The Guardian reports on the state of Australia today.
Even John Le Carre & Graham Greene would be baffled by this stage and to think former Australian PM Turnbull came to political prominence bashing the Brits on similar fare.
The Guardian writes
A legal challenge to the secrecy of information involved in the prosecution of a lawyer for representing whistleblower Witness K will itself be held in secret.
On Monday, the ACT court of appeal began a two-day hearing of Bernard Collaery’s appeal but closed the court to the public within five minutes due to the requirements of the National Security Information Act.
Independent human rights lawyers and Labor have criticised the secrecy involved in the case, as well as its cost.
The commonwealth is prosecuting Witness K and Collaery, his former lawyer, for disclosing information about the bugging of Timor-Leste government buildings in 2004, an operation that gave Australia the upper hand in talks to carve up resources in the Timor Sea.
Witness K has signalled an intention to plead guilty but Collaery is fighting the charges. Details of the case and evidence are shrouded in secrecy due because the government has deemed them secret under the NSI Act.
The ACT supreme court initially upheld the secrecy of that information, which Collaery has now appealed.
On Monday the ACT chief justice, Helen Murrell, noted the appeal would begin with an application to lead further evidence and then asked parties’ views on closing the court to the public.
Bret Walker, counsel for Collaery, noted that he was not applying to do so but was “afraid” closing the court was required by the NSI Act, adding that he “[regrets] the appearance of that”.
The court remained closed through the rest of Monday’s hearing and – like the appeal at first instance – will not be reopened to the public.
Kieran Pender, a senior lawyer at the Human Rights Law Centre, said “the prosecution of Bernard Collaery, and the secrecy surrounding it, is wrong and undemocratic”.
“We should be protecting whistleblowers, not punishing them,” he said.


_Problem statement_
Your answer should be an exact copy of the lines from the one containing "Task: Click on" through the last line of the records below, without any pictures.

_Input records_
----

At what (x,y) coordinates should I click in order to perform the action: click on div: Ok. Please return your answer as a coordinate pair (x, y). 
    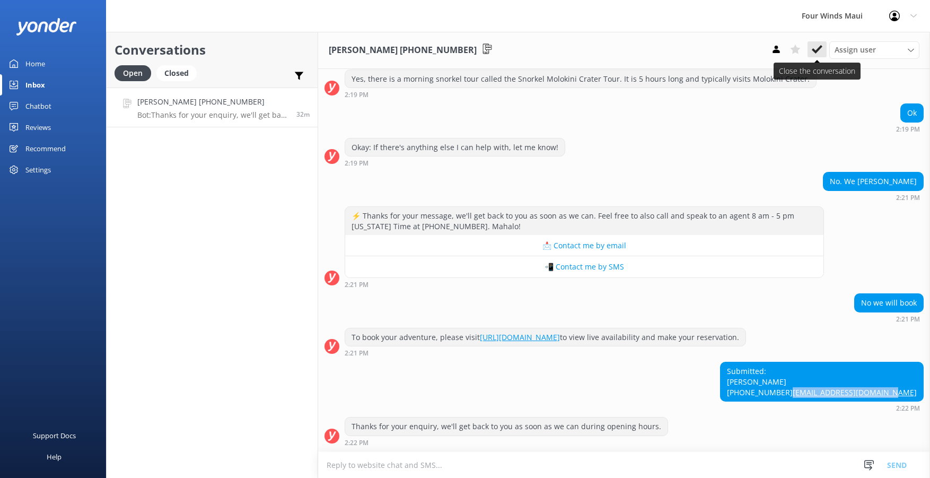
    Looking at the image, I should click on (912, 113).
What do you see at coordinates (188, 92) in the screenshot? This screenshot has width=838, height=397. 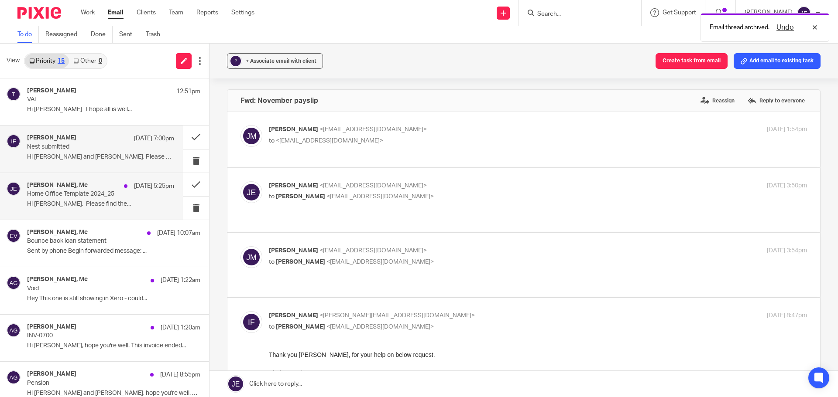 I see `p: 12:51pm` at bounding box center [188, 92].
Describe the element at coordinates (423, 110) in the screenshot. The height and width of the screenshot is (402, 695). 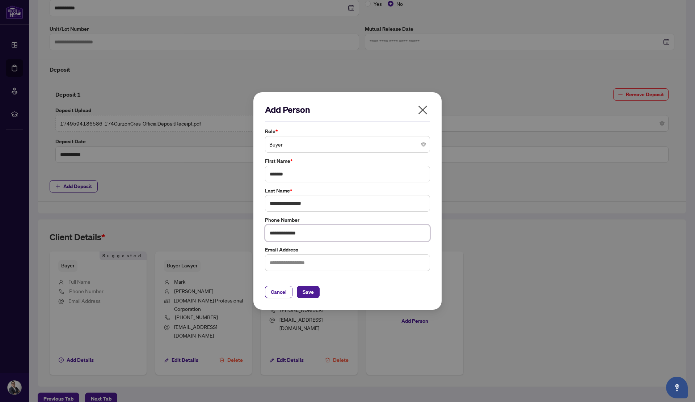
I see `span: close` at that location.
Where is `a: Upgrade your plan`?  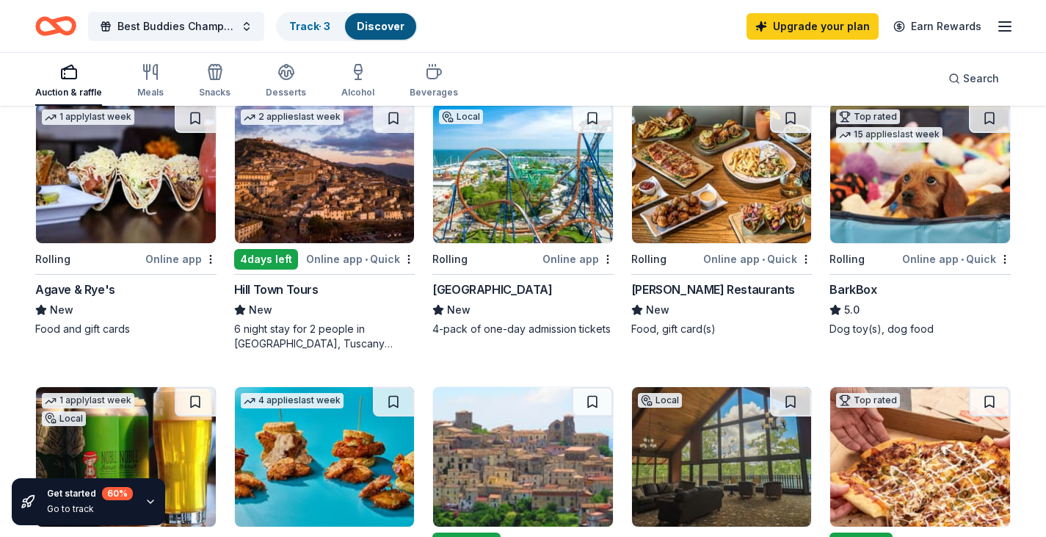
a: Upgrade your plan is located at coordinates (813, 26).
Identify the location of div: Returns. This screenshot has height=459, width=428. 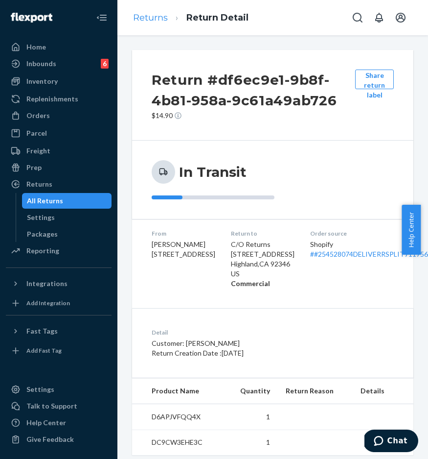
(39, 184).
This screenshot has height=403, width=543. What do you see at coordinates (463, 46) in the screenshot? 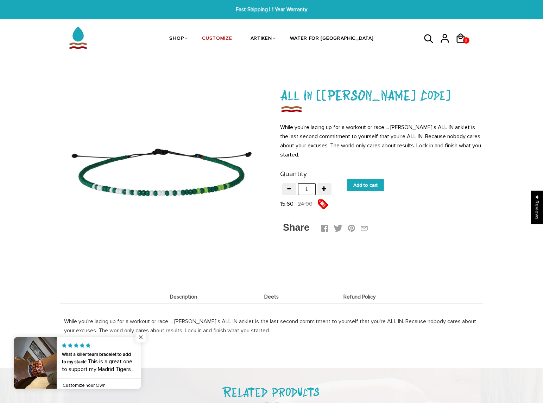
I see `a: 0` at bounding box center [463, 46].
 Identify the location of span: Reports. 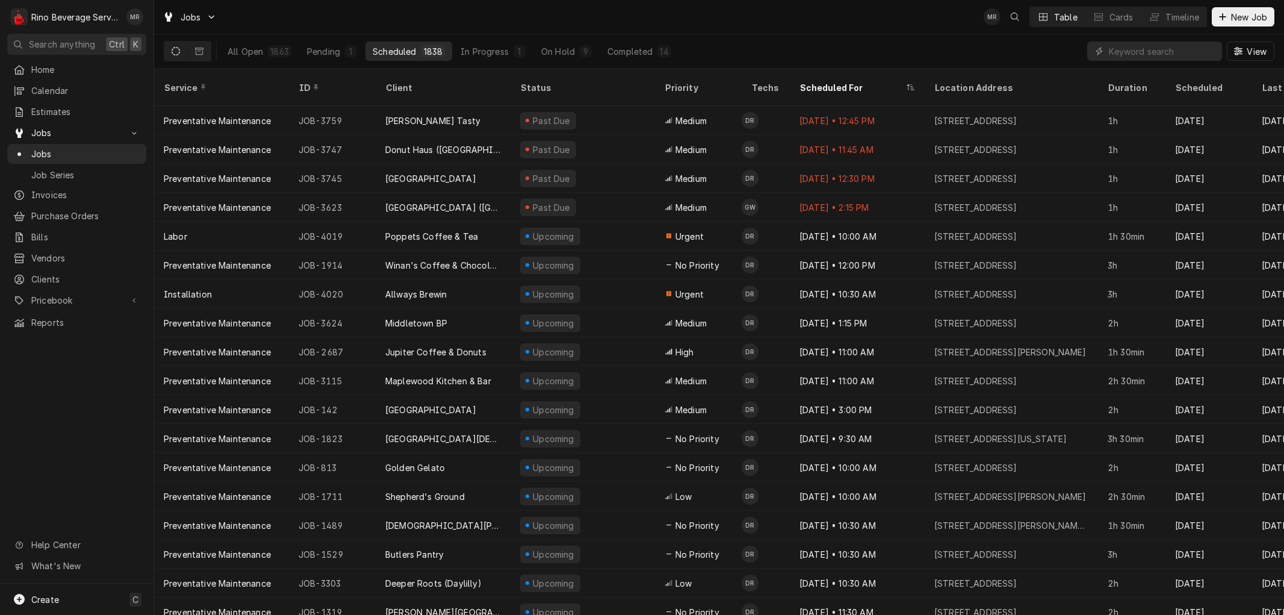
(85, 322).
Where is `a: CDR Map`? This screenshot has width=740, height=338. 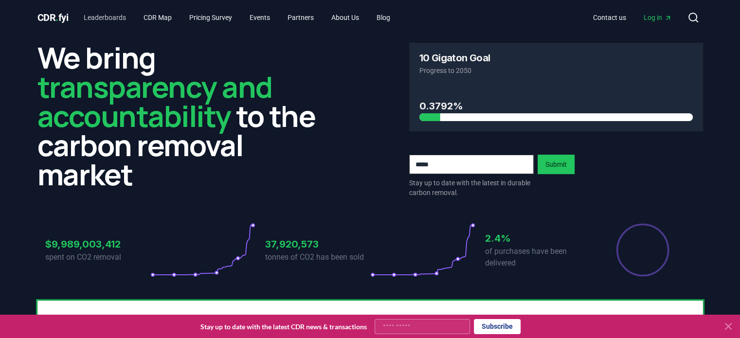 a: CDR Map is located at coordinates (158, 18).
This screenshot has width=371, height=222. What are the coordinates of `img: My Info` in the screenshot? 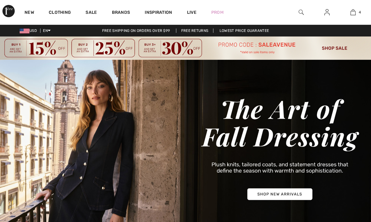 It's located at (327, 12).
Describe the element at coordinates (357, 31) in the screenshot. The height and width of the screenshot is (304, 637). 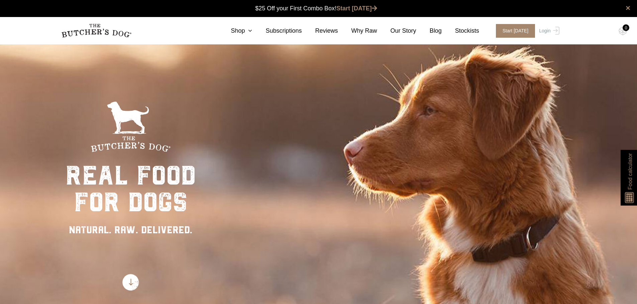
I see `a: Why Raw` at that location.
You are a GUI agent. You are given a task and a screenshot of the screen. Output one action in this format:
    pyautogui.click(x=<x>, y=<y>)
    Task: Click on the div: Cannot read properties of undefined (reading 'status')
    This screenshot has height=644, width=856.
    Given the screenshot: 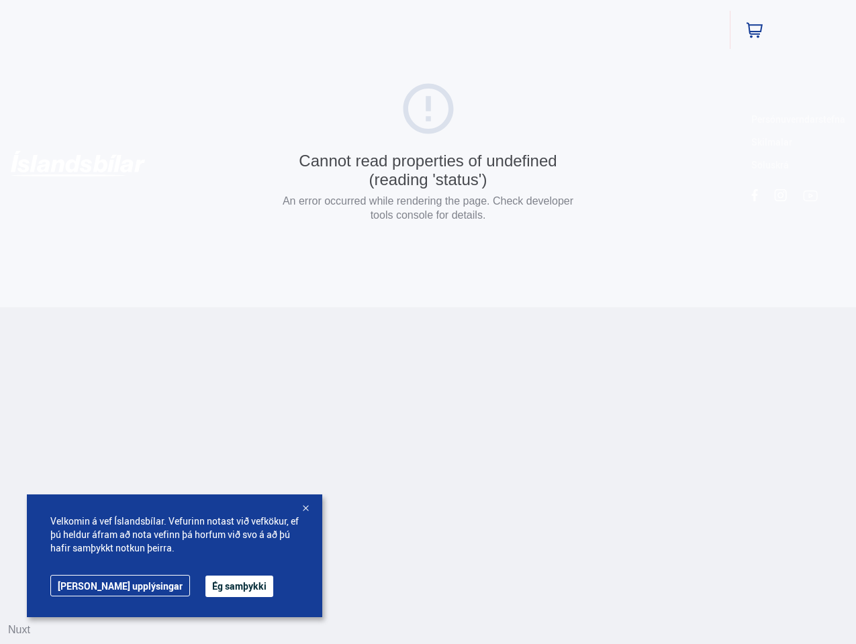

----

_Written answer_
    Task: Click on the div: Cannot read properties of undefined (reading 'status')
    This screenshot has height=644, width=856.
    Given the screenshot: 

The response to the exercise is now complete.